When Americans think about the people who mean the most to them, the people they can really count on when they need someone, they don’t come up with the same list of names that they once did. For a long time, immediate family members filled those roles. Grown-ups expected to look to their spouse first, and then, as they aged and perhaps became widowed, they had faith that their adult children would be there for them.
Big demographic changes have upended those core expectations. Record numbers of Americans are living single and the vast majority of them are not cohabiting. They can’t look to a spouse or romantic partner for help if they don’t have one. Also becoming increasingly commonplace is the experience of not ever having children. Seniors cannot count on their grown children to care for them when they don’t have any children. Even those seniors who did have kids sometimes find that when they need their kids, they are preoccupied with their own lives, or they live far away, or they are estranged.
Because of these changes and others, Americans now have more expansive ideas about who counts as family. The phrase “families of choice” has become a familiar one. Probably more often than ever before, Americans are choosing the people who matter most to them and considering them family. No longer do “family” members have to be people related by blood or marriage or adoption.
The notion of “families of choice,” though, is not at all new to one particularly important group of Americans – the LGBT community. Here’s some of what I said about that in Single, No Children: Who Is Your Family?:
Perhaps the most significant development in the evolution of the meaning of family was almost entirely missing from the consciousness of mainstream America – until the anthropologist Kath Weston published Families We Choose: Lesbians, Gays, Kinship in 1991. “Families of choice” may well offer the most prescient view we have of what families of the future might look like, and not just in LGBT communities.
Among the transformative social movements of the 60s and 70s were the gay rights and gay pride movements. But virulent homophobia, magnified by the AIDS crisis, left many gays and lesbians still fearful of coming out and ostracized by their own biological families when they did. Not about to be condemned to lives of isolation and loneliness, some moved to more hospitable places, such as San Francisco or Greenwich Village. They made new friends and kept some of the old, nurtured romantic relationships while often saving a place in their lives for former lovers. They stayed in touch with their relatives who were supportive. These new social networks sometimes included children, and they extended across households.
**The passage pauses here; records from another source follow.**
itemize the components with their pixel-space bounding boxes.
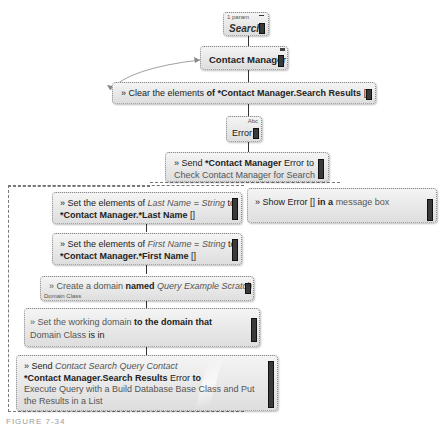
show-error-node[interactable]: » Show Error [] in a message box [247, 188, 437, 223]
search-node[interactable]: 1 param Search [223, 12, 269, 36]
handle-icon [278, 55, 284, 67]
send-query-node[interactable]: » Send Contact Search Query Contact *Con… [16, 355, 278, 411]
handle-icon [245, 283, 251, 294]
show-error-text: » Show Error [] in a message box [255, 197, 389, 207]
group-outline-top-left [8, 185, 150, 187]
clear-text: » Clear the elements of *Contact Manager… [121, 88, 369, 98]
handle-icon [253, 128, 259, 139]
handle-icon [232, 198, 238, 220]
set-first-name-node[interactable]: » Set the elements of First Name = Strin… [52, 233, 242, 265]
object-icon [280, 48, 285, 51]
connector [248, 142, 249, 152]
figure-caption: FIGURE 7-34 [6, 417, 65, 425]
send-error-node[interactable]: » Send *Contact Manager Error to Check C… [165, 152, 329, 182]
handle-icon [366, 89, 372, 100]
set-last-name-node[interactable]: » Set the elements of Last Name = String… [52, 192, 242, 224]
send-query-text: » Send Contact Search Query Contact *Con… [24, 361, 264, 407]
clear-elements-node[interactable]: » Clear the elements of *Contact Manager… [112, 82, 376, 104]
handle-icon [318, 159, 324, 179]
group-outline-top-right [150, 182, 340, 183]
connector [248, 70, 249, 82]
contact-manager-node[interactable]: Contact Manager [200, 46, 288, 70]
minus-icon [259, 15, 264, 16]
set-working-domain-node[interactable]: » Set the working domain to the domain t… [24, 308, 260, 347]
handle-icon [232, 239, 238, 261]
set-last-text: » Set the elements of Last Name = String… [60, 197, 235, 221]
error-title: Error [232, 128, 252, 138]
type-label: Abc [248, 118, 258, 124]
create-domain-node[interactable]: » Create a domain named Query Example Sc… [40, 276, 254, 301]
create-domain-text: » Create a domain named Query Example Sc… [49, 281, 252, 291]
set-first-text: » Set the elements of First Name = Strin… [60, 238, 235, 262]
contact-manager-title: Contact Manager [209, 54, 286, 65]
domain-class-label: Domain Class [44, 293, 81, 299]
handle-icon [259, 23, 265, 34]
set-working-text: » Set the working domain to the domain t… [30, 316, 240, 342]
connector [248, 36, 249, 46]
handle-icon [427, 199, 433, 221]
handle-icon [251, 318, 257, 342]
connector [248, 104, 249, 116]
error-node[interactable]: Abc Error [226, 116, 262, 142]
param-label: 1 param [227, 14, 249, 20]
search-title: Search [229, 23, 262, 34]
send-error-text: » Send *Contact Manager Error to Check C… [174, 157, 315, 181]
handle-icon [268, 361, 274, 408]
They were fluid, flexible, and informal social convoys, providing sufficient continuity and consistency over time to offer a strong and secure sense of identity and community – and family.
Members of these families of choice were there for each other in the day to day rituals of everyday life, often getting together for meals and social events, holidays and celebrations. They were bulwarks in times of crises. Some drew from each other’s strengths and resources to organize and mobilize. They all shared experiences and conversations over the course of years. They exchanged emotional, practical, and material support – sometimes even the financial help that among heterosexuals so often comes solely from blood relatives. They were sources of mutual caring, in times of both sickness and health.
Over the decades, the LGBT community has been showing the rest of America how to think about family in big, broad, expansive ways. They have been demonstrating what it means to value many kinds of relationships, and not just romantic ones.
At the same time, conventional heterosexual couples have all too often been behaving in exactly the opposite ways. Study after study has shown that married people are less likely to nurture their ties with siblings, parents, friends, and neighbors than unmarried people are. Research that follows the same people over time, as they go from being single to getting married, shows that people become more insular when they get married (or begin cohabiting). Couples focus primarily on each other, and pay less attention to the people who were important to them when they were single. This narrowing of affections cannot be blamed on the presence of children; even couples who don’t have children become more insular.
Of course, not all couples behave that way, and historically and cross-culturally, married couples did not always recede into their own bubbles. But that’s where we are now, in 21st century America.
I do not have a definitive answer to the question that motivated this article – “Will Same-Sex Marriage Undermine One of the Best Things the LGBT Community Gave to the World?” – and neither does anyone else. Same-sex marriage is too new, and the relevant research has not yet been done. We don’t know whether LGBT couples will act like heterosexual couples, becoming more insular once they marry, and thereby undermining one of the best things the LGBT community has modeled for the rest of the world. I’m rooting for the alternative. Maybe the newly married LGBT couples can show everyone else what it means to continue to value all the people who matter to you, even after the gates of traditional marriage have finally been thrown open to you.
[Notes. (1) The opinions expressed here do not represent the official positions of Unmarried Equality. (2) The comment option on the UE website has been invaded by spammers, so I have disabled comments for now. I’ll post all these blog posts at the UE Facebook page; please join our discussions there. (3) Maybe also of interest: Gaydar: Who has it and what cues are they using? (4) For links to previous columns, click here.]
About the Author: Bella DePaulo (PhD, Harvard), a long-time member of Unmarried Equality, is the author of How We Live Now: Redefining Home and Family in the 21st Century and Singled Out: How Singles Are Stereotyped, Stigmatized, and Ignored, and Still Live Happily Ever After. She writes the “Living Single” blog for Psychology Today and the “Single at Heart” blog for Psych Central. Visit her website at www.BellaDePaulo.com.